4 Best Practices for a Strong Compliance Reporting Foundation

4 Best Practices for a Strong Compliance Reporting Foundation

Various factors contribute to an organization’s ability to effectively report on its continuous monitoring program. Keys to success include a centralized database for risks, controls, and issues data as well as reporting metrics that are customized to the compliance program. AuditBoard’s new ebook, The InfoSec Survival Guide: Achieving Continuous Compliance, explores these and other best practices for reporting on continuous monitoring. Download the full guide here, and continue reading for four best practices to follow for creating a strong reporting foundation.

A centralized database containing the organization’s risk, controls, and issues data is fundamental to an effective reporting foundation. Without reliable data that effectively tracks the status of controls management and issues remediation activities, reliable reporting would not be possible. In addition, the following are some key requisites for creating a strong foundation for reporting on continuous monitoring.

  1. Define critical events. As compliance events occur, InfoSec must prioritize the ones that will impact the business the most. Defining critical events assigns an appropriate level of urgency to events based on risk, enabling InfoSec and the business to respond accordingly. Defining critical events can also help you structure your reporting frequency, as different areas require daily, weekly, or monthly reporting. 

Critical event example: 

  • High-risk vulnerability is approaching the remediation SLA (14 days to remediate and today is day 13).
  • A high-risk vulnerability has exceeded the remediation SLA (14 days to remediate and today is day 15).
  1. Implement streamlined dashboards. When configured effectively, reporting dashboards act as an alarm system alerting your team to emergencies in addition to tracking the progress of compliance day to day. Ensuring you have such a system that operates as intended is critical for driving continuous compliance. Once you establish your KRIs and KPIs, your dashboards become the source for helping your team make decisions and escalations. 

Dashboard examples: 

  • Chart with the distribution of open vulnerabilities within x days of SLA: 1 day, 7 days, 30 days, 60 days. 
  • Chart with the distribution of vulnerabilities (by the owner, team, product, system, etc.) over SLA.
  1. Establish reporting protocols with your team. Once established, your KRIs and KPIs will naturally give rise to a cadence for reporting current standing against a given baseline, target, or goal (or historical reference). Based on this general structure, InfoSec can further build out its reporting protocols. These reporting protocols may include escalating point-in-time insights or summary reports provided to stakeholders at a set cadence. 

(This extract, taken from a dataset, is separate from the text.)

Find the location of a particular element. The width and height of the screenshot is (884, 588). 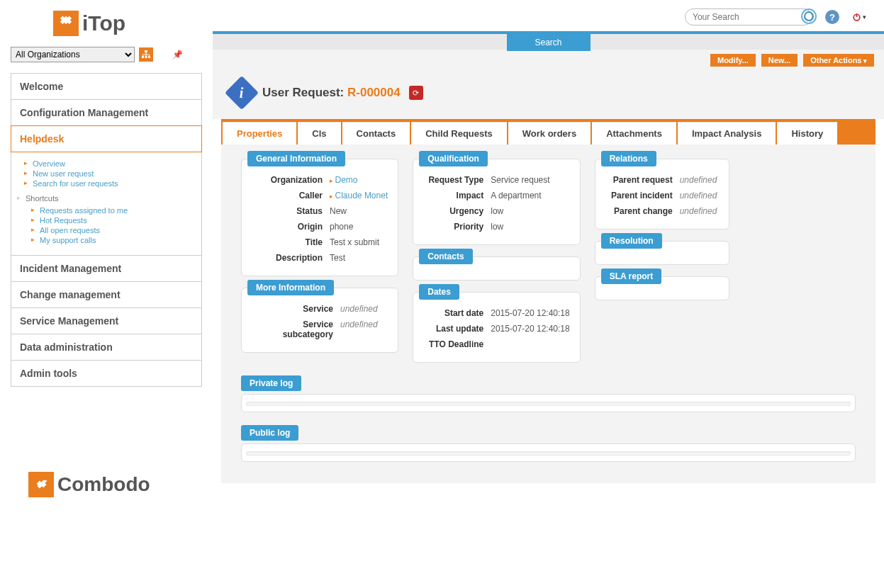

reqtype-value: Service request is located at coordinates (520, 180).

Reporting protocol example: 

  • Make metrics to account for critical events (high-risk vulnerabilities must be mitigated within 14 days from severity assignment).
    • KRI (# of high-risk vulnerabilities within three days of SLA)
    • KPI (# of high-risk vulnerabilities over SLA this quarter)
  • Based on your event, create alerts to inform relevant parties to correct nonconformities before or after they happen.
    • An alert is sent to the security or engineering team to inform them of the vulnerability three days before its due date.  
    • An alert is sent to the compliance team to indicate that the vulnerability is overdue.  
    • The compliance analyst reaches out to the remediation owner to determine why this is delayed.
  1. Act on the outcomes. The alerting and reporting practices described above enable teams to identify when there is a high number of vulnerabilities approaching an SLA. When this happens, InfoSec should investigate further by asking questions such as:
    • Can the organization really mitigate these in time? Does the breach of SLA pose a risk? Why are there so many now in comparison to last month?
    • Why are there so many SLA breaches for a given platform? Do we not have enough capacity to mitigate timely? Was the SLA designed too aggressively? 

By answering these questions, the team can make improvements to the process and continue to monitor for effectiveness and compliance following their change. To learn more best practices you can incorporate into your continuous monitoring program, download the full ebook, The InfoSec Survival Guide: Achieving Continuous Compliance.

John

John Volles, CISA, is a Director of Information Security Compliance responsible for managing AuditBoard’s compliance, risk, and privacy obligations as well as helping customers understand AuditBoard’s security posture and position. John joined AuditBoard from EY, where he reviewed and implemented client compliance programs and supporting technologies. Connect with John on LinkedIn.